In David Kristoffersen’s story, like that of many others, an almost forgotten, hidden and perhaps repressed experience has had a lasting impact. Archives often form part of the search for missing pieces in the picture of a long-past yet important story. Not because people cannot remember every detail, but because they are looking for answers. Answers to questions that could not be asked at the time something happened. Archivists experience all this from the outside, but it is precisely such questions that lie – directly or indirectly – in most of the requests that land on the desks of archives worldwide.

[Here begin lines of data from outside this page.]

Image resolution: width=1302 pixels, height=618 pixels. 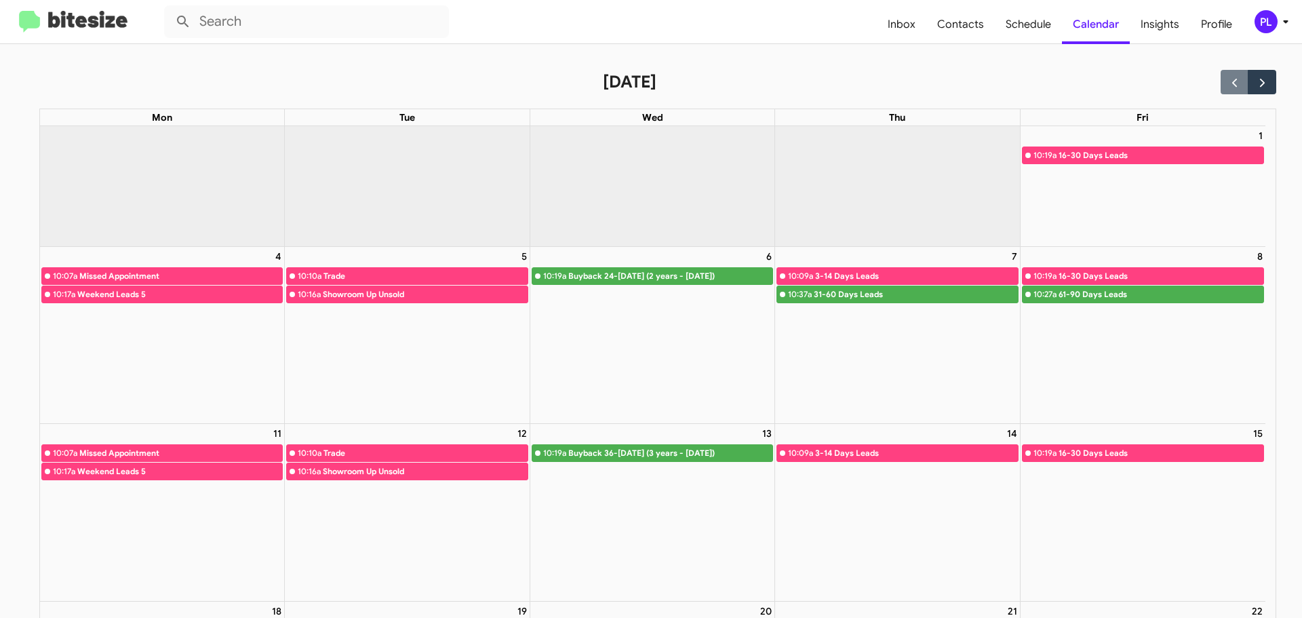 I want to click on a: August 11, 2025, so click(x=277, y=433).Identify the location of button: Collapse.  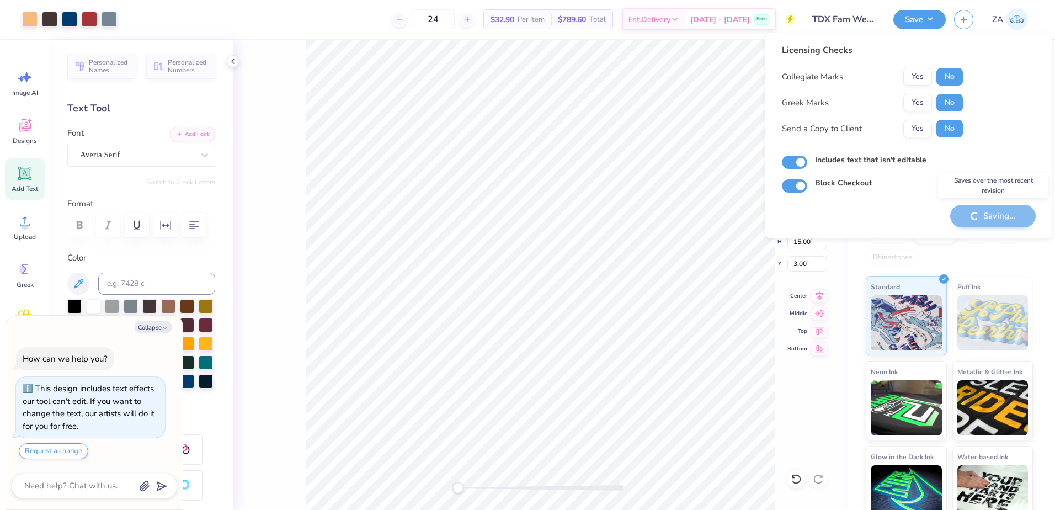
(153, 327).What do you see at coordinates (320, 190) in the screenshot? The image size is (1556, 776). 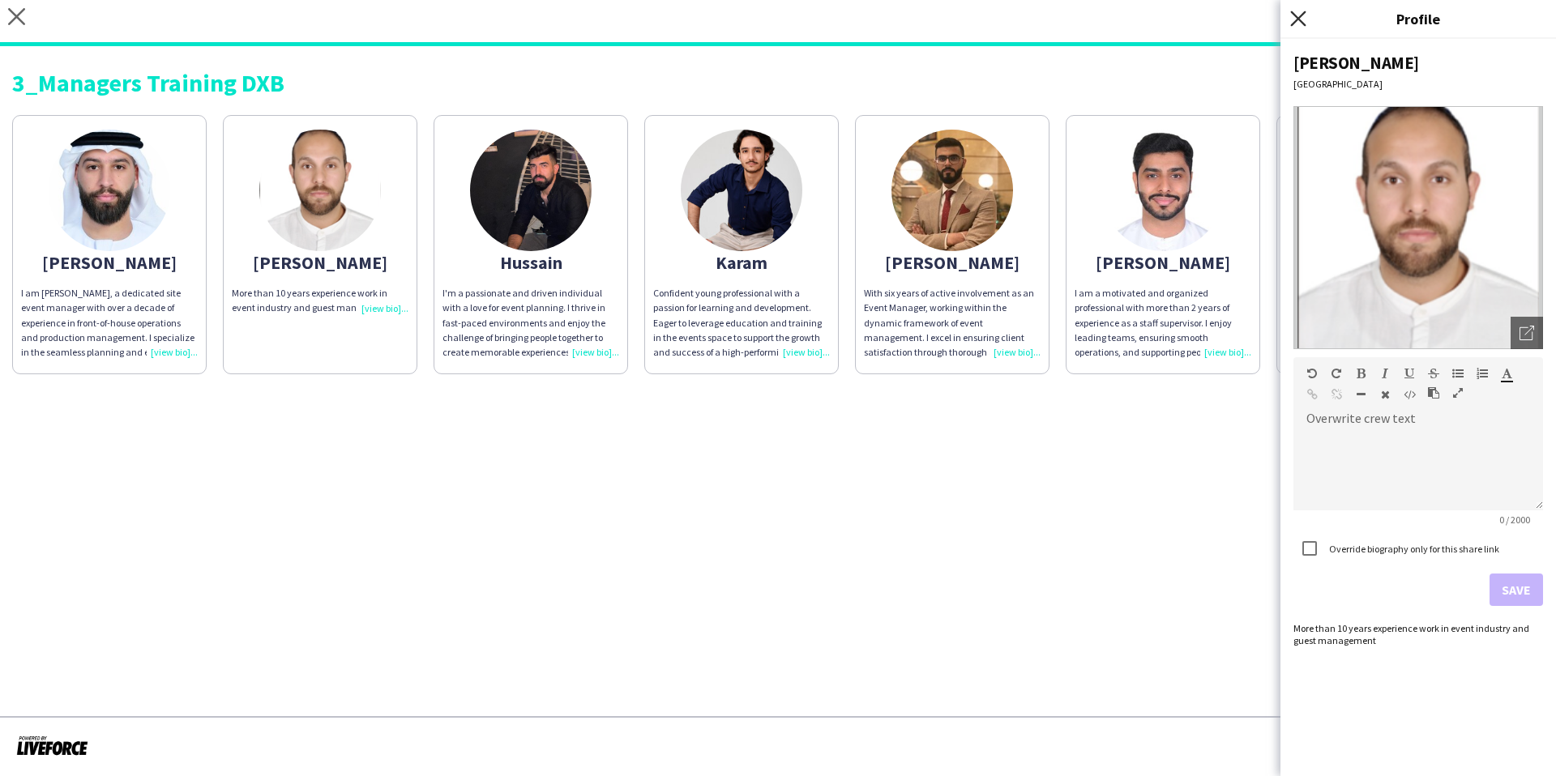 I see `img: thumb-66793f9be24d6.png` at bounding box center [320, 190].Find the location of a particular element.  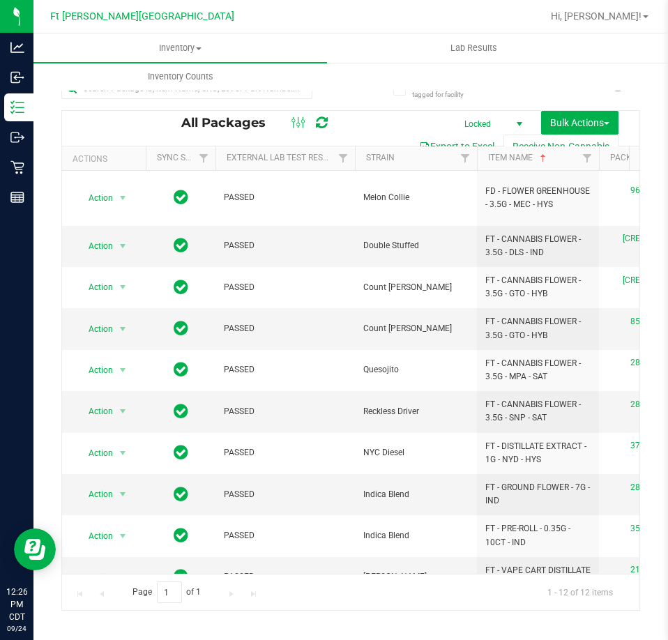

a: Sync Status is located at coordinates (183, 157).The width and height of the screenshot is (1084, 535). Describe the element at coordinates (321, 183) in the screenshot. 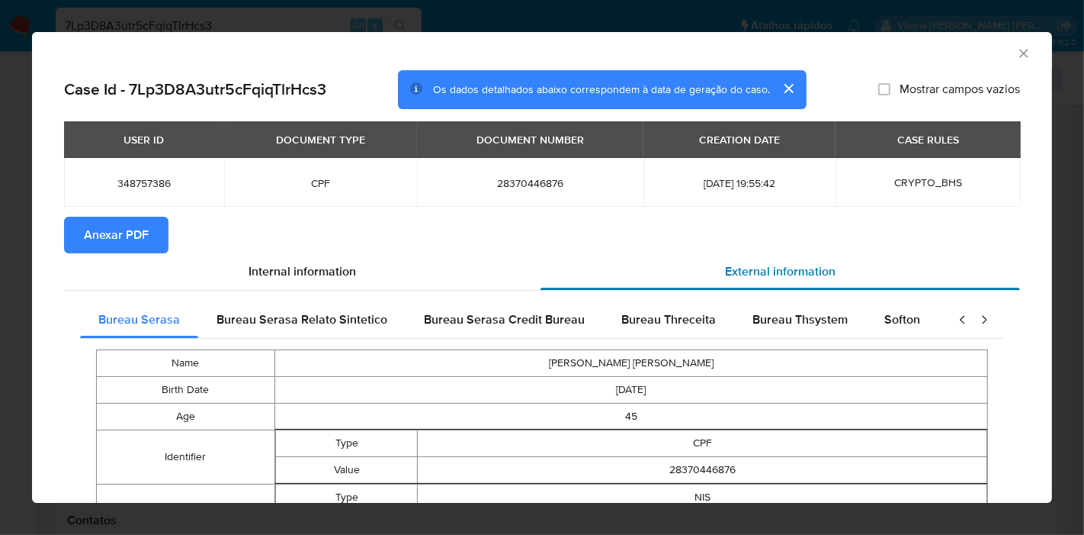

I see `span: CPF` at that location.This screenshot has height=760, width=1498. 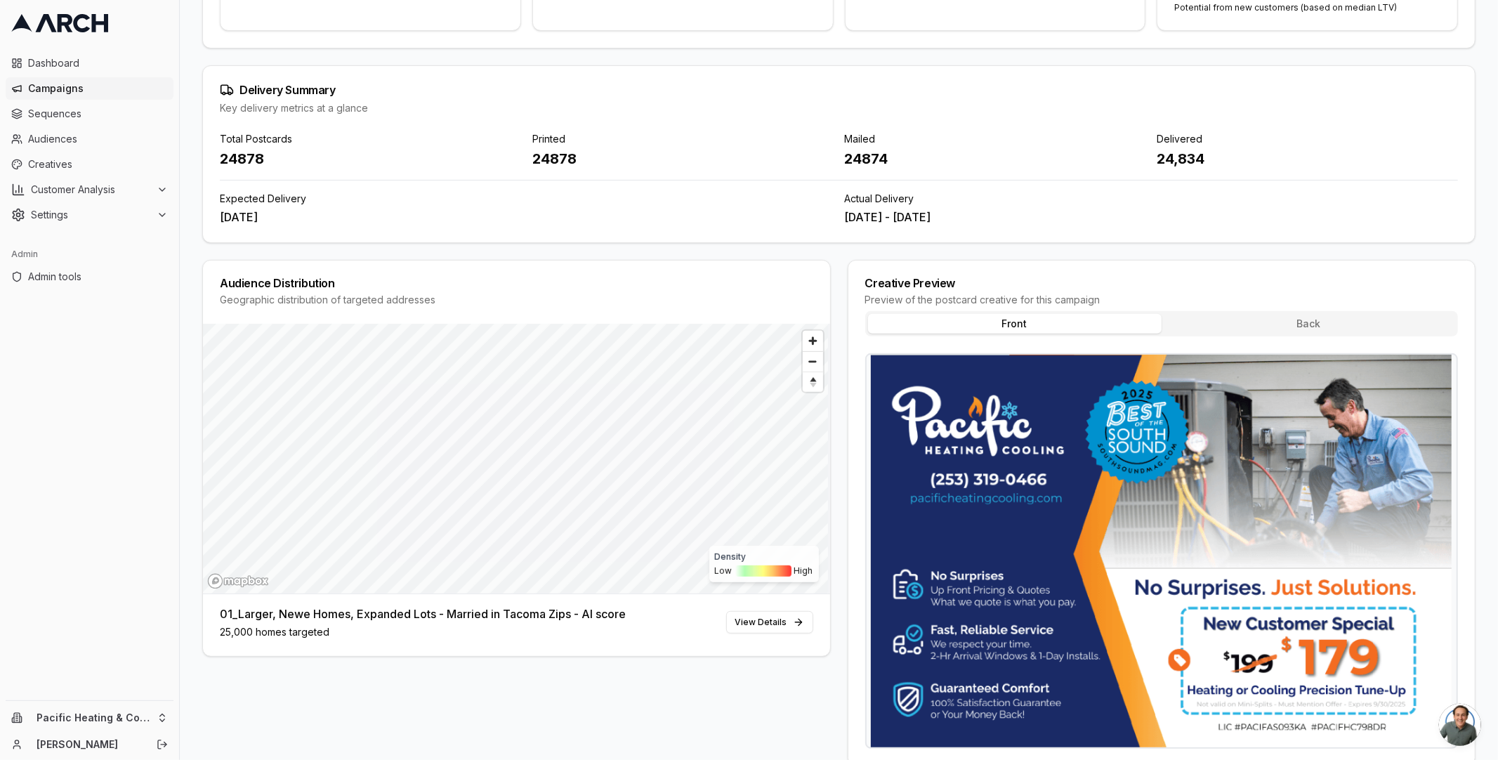 I want to click on span: Zoom in, so click(x=812, y=341).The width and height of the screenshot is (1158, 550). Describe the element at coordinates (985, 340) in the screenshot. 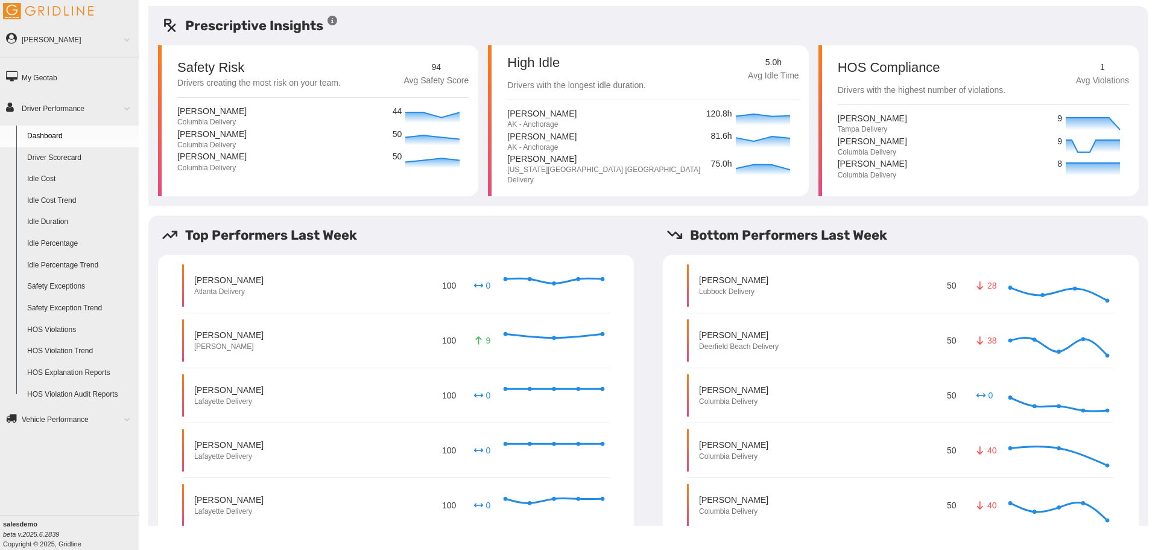

I see `p: 38` at that location.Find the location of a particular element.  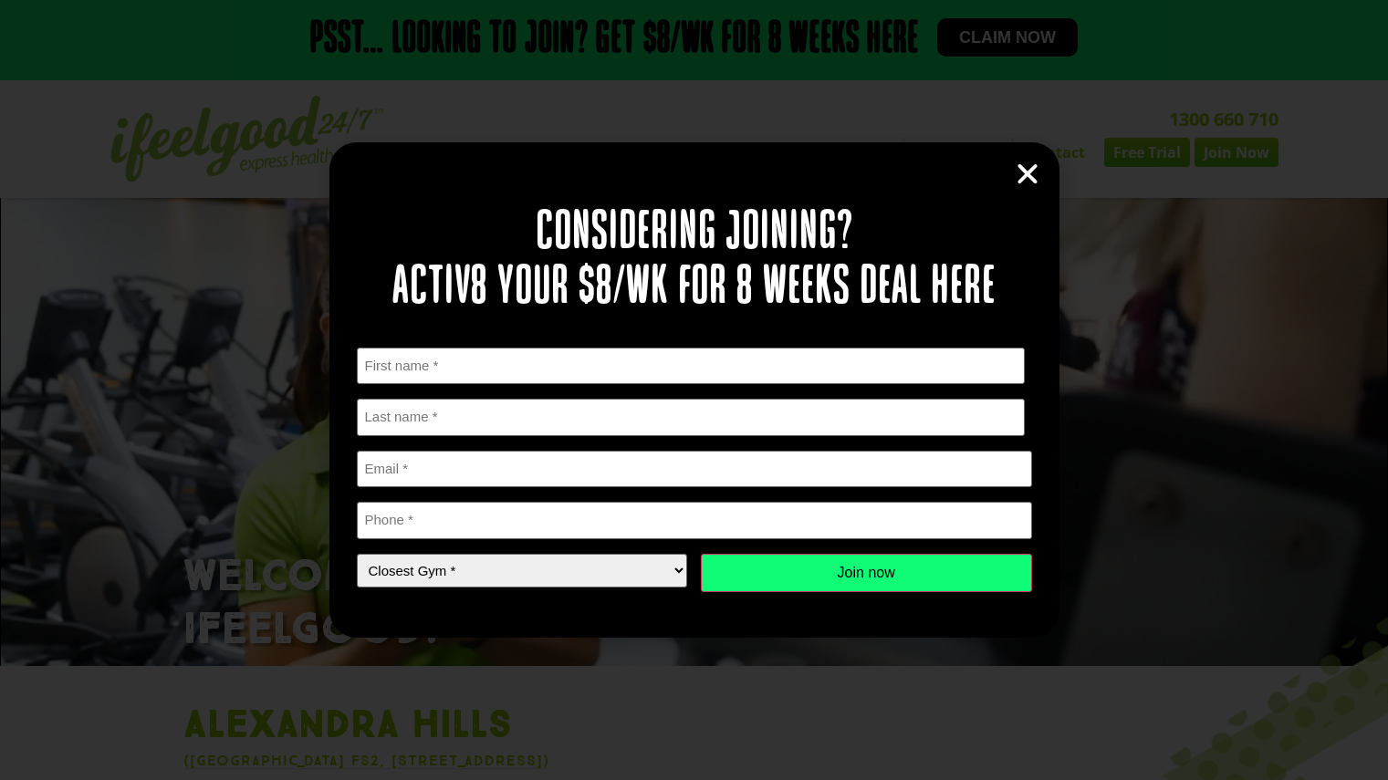

input: Email * is located at coordinates (694, 469).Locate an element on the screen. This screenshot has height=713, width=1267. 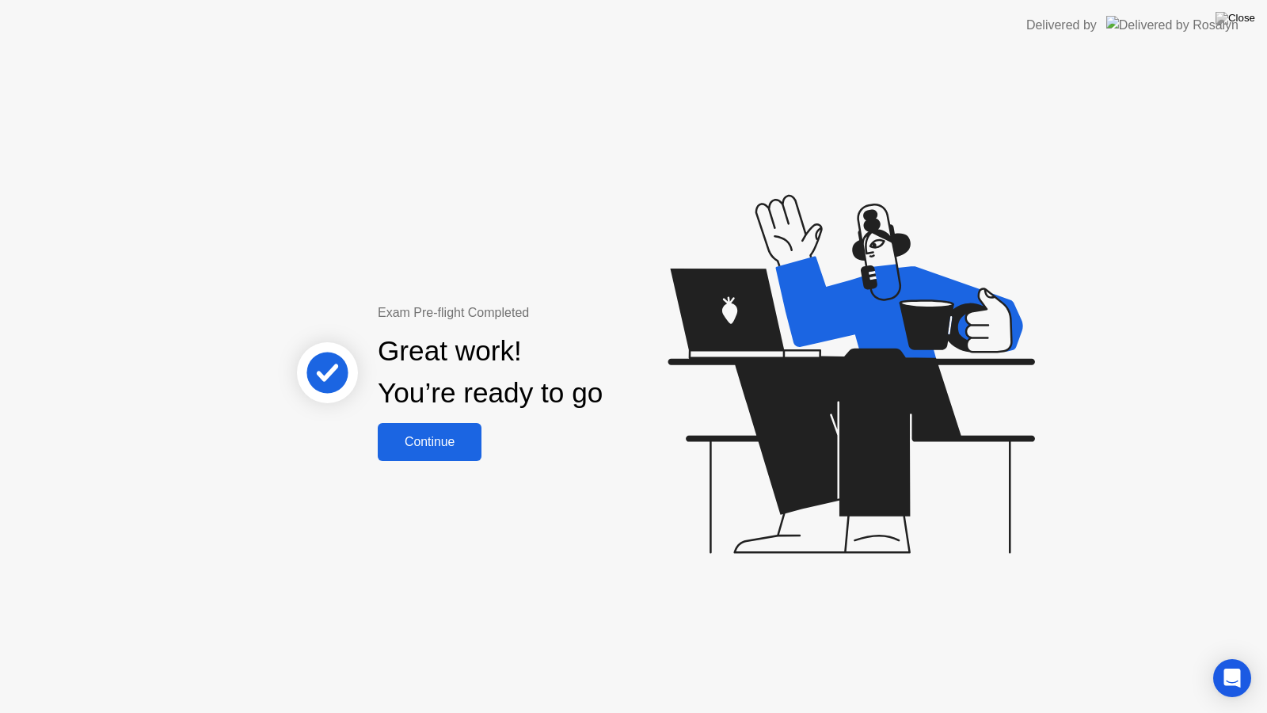
div: Open Intercom Messenger is located at coordinates (1232, 678).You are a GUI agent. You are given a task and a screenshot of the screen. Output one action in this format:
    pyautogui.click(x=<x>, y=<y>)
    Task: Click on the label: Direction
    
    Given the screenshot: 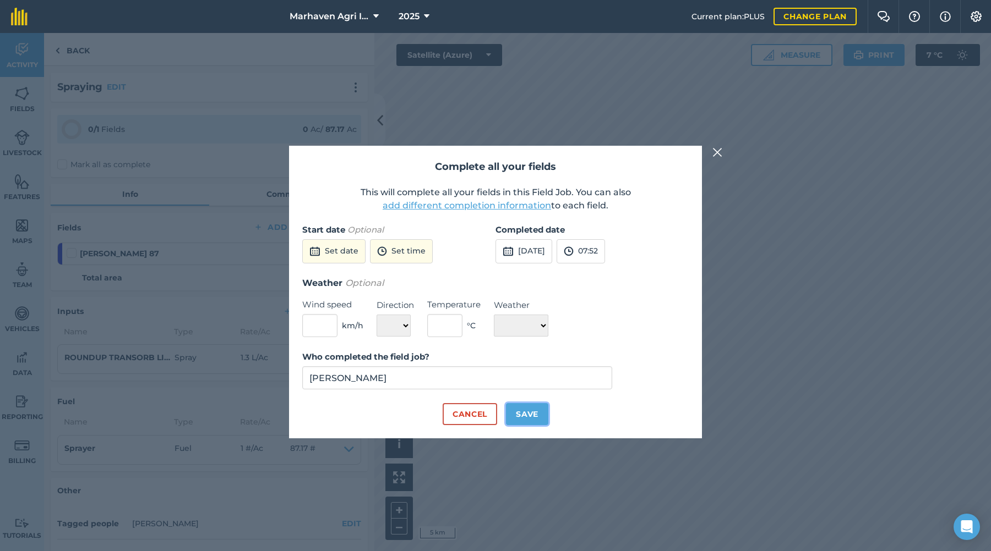 What is the action you would take?
    pyautogui.click(x=395, y=305)
    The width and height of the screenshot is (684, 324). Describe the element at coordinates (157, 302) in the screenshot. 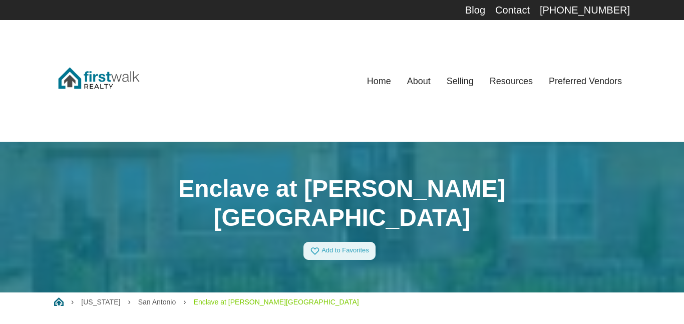

I see `a: San Antonio` at that location. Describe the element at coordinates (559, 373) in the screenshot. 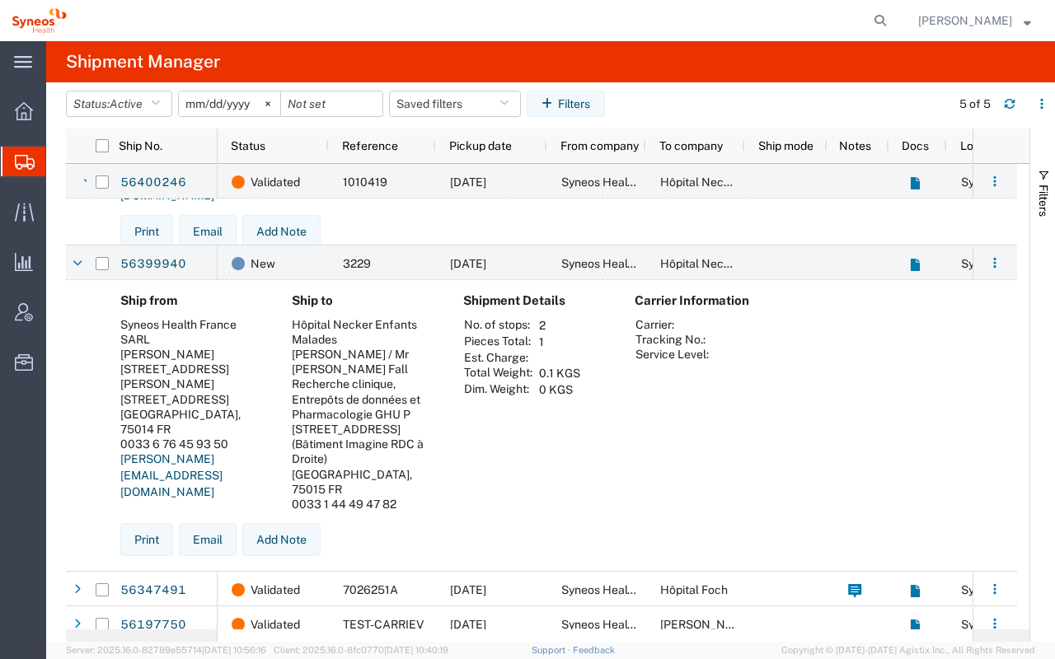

From the text by Peter Berliner: When the Place Finds Us
A story cannot be owned. It can be shared, and in being shared have a life between us. It is in the space between us that the story is given life. Otherwise it dies of lack of oxygen, withers, is muffled in words on yellowing pages or myriads of forgotten files in forgotten archives. Like the old paperbacks from the 1950s still to be found in mouldering cardboard boxes in the attics of old wooden houses in Greenland’s abandoned villages, stories that are not heard become yellowed, and their spines crack as the glue that once held them together is transformed into a yellowish, porous amber. If you open the book the amber breaks and falls into thousands of pieces, and the yellowed pages with their truths and lies fly like a flock of birds, briefly liberated with parchment-like whispering into the air before landing flat on the floor in deep, disturbing silence. Only the silence – and the disquiet – remain.